Tuesday, December 16, 2014

Window on Eurasia: When a Future Pope Led a Future Belarusian President to Break with Soviet Communism


Paul Goble

 

            Staunton, December 16 – Yesterday, Stanislau Shushkevich, the former Belarusian president who promoted democracy in his own country and the dissolution of the USSR, marked his 80th birthday with a major interview in which he says that Karol Vojtyla, before the latter became pope, showed him why communism had to be rejected and the Soviet empire destroyed.

 

            Shushkevich says that he “grew up a Soviet man even though his father had been exiled to Siberia” but that as a result of his experiences, he gradually came to understand “what the Soviet system was” and why it had to be dismantled if Belarusians and all the other peoples of “the evil empire” were to be free (charter97.org/ru/news/2014/12/15/130762/).

 

            The former Belarusian leader said he came to a full and final understanding of this in 1974 when he was at the Jagellonian University in Cracow and heard four homilies delivered by the Polish priest. “This man explained everything to me,” Shushkevich says, even though the Belarusian said he feared the police would come and arrest Wojtyla for his “anti-Soviet” words.

 

            The Polish priest’s words never left him and ultimately gave him the courage to speak out.
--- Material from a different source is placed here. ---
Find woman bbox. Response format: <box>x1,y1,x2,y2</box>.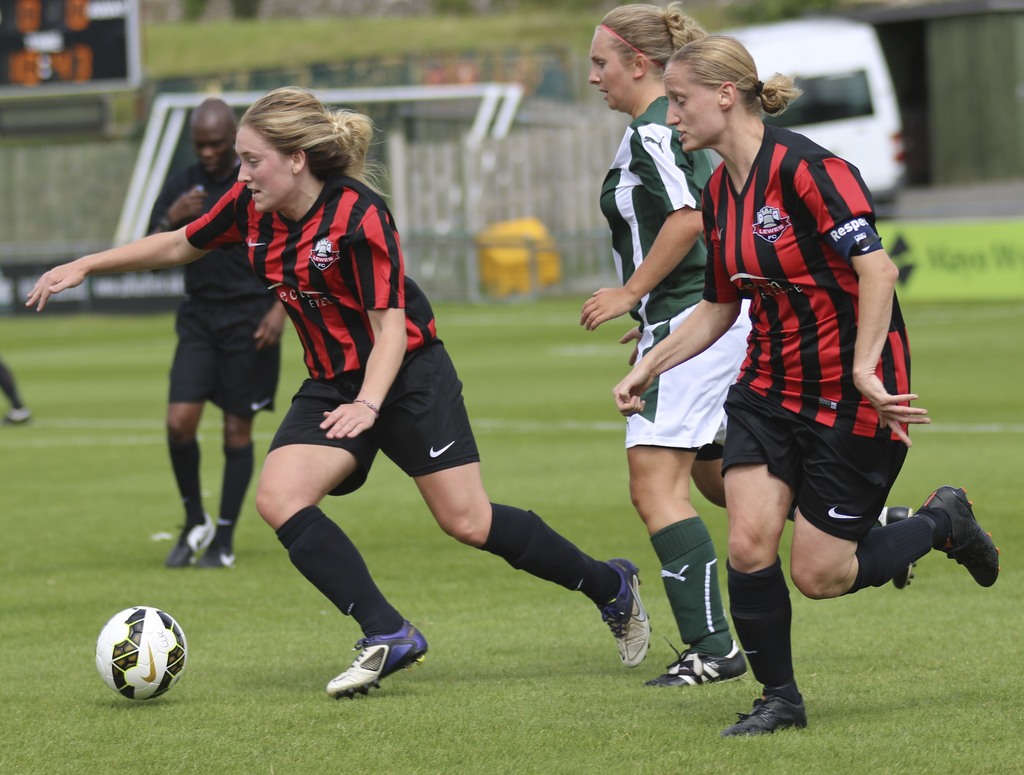
<box>578,0,710,697</box>.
Four years later, Wojtyla became Pope John Paul II, and a decade after that, Shushkevich became the first elected president of Belarus and then the co-signer of the Beloveshchaya agreement that ended the USSR, his “most important achievement,” he says.

 

            Reflecting on his past, Shushkevich says his greatest regret is that he did not protest as much as he should have against the shameful aspects of the Soviet system. “The worst thing I did was to be silent” because “I lacked the courage to be a dissident” and to speak out “like Sergey Kovalyev and Valeriya Novodvorskaya.”

 

            But the Belarusian leader adds that he is happy when he is “correctly understood” and when “there is no suspicion that he “says one thing and does another,” when he has been able to help someone even in a minor way, and because of the more open and democratic way he ran his nuclear physics laboratory at the university, a way that he imported from Poland as well.

 

            Shushkevich says that he got into politics by accident having promised friends that he wouldn’t withdraw his name for one election or another in Gorbachev’s time. He had been quite content with his work as a nuclear physicist, although that informed his commitment to getting rid of nuclear weapons from Belarusian territory later.

 

            The former Belarusian president also gave his assessments of three key leaders with whom he has interacted. First of all, he says that he “is a Yeltsin man,” respects his memory “for one very simple reason.”  Despite his mistakes on Chechnya, the Russian president “was not hypocritical and was a true democrat and fighter for human rights.” Moreover, “compared with Soviet politicians, he was a very intelligent man.”

 

            As far as Mikhail Gorbachev is concerned, Shushkevich says he first “deified him” but then was terribly disappointed when the Soviet leader tried to hide the Chernobyl nuclear accident and its consequences for the peoples of Ukraine, Belarus and Russia.  Gorbachev deserves a memorial for allowing Germany to be reunited, but he did many terrible things.

 

            And concerning the current Belarusian president Alyaksandr Lukashenka, Shushevich said that he “didn’t disappoint” him because he “never considered him an orderly and intelligent man” given his proclivity to lie, his low level of culture, and his fundamental ignorance of the way the world is.

 

            Lukashenka has blood on his hands, is clever but not intelligent, and not surprisingly has adapted well to the situation that now exists in Belarus and Russia as well, Shushkevich says. As for the future, the former Belarusian leader says that he “wants to see Belarus as a free European country.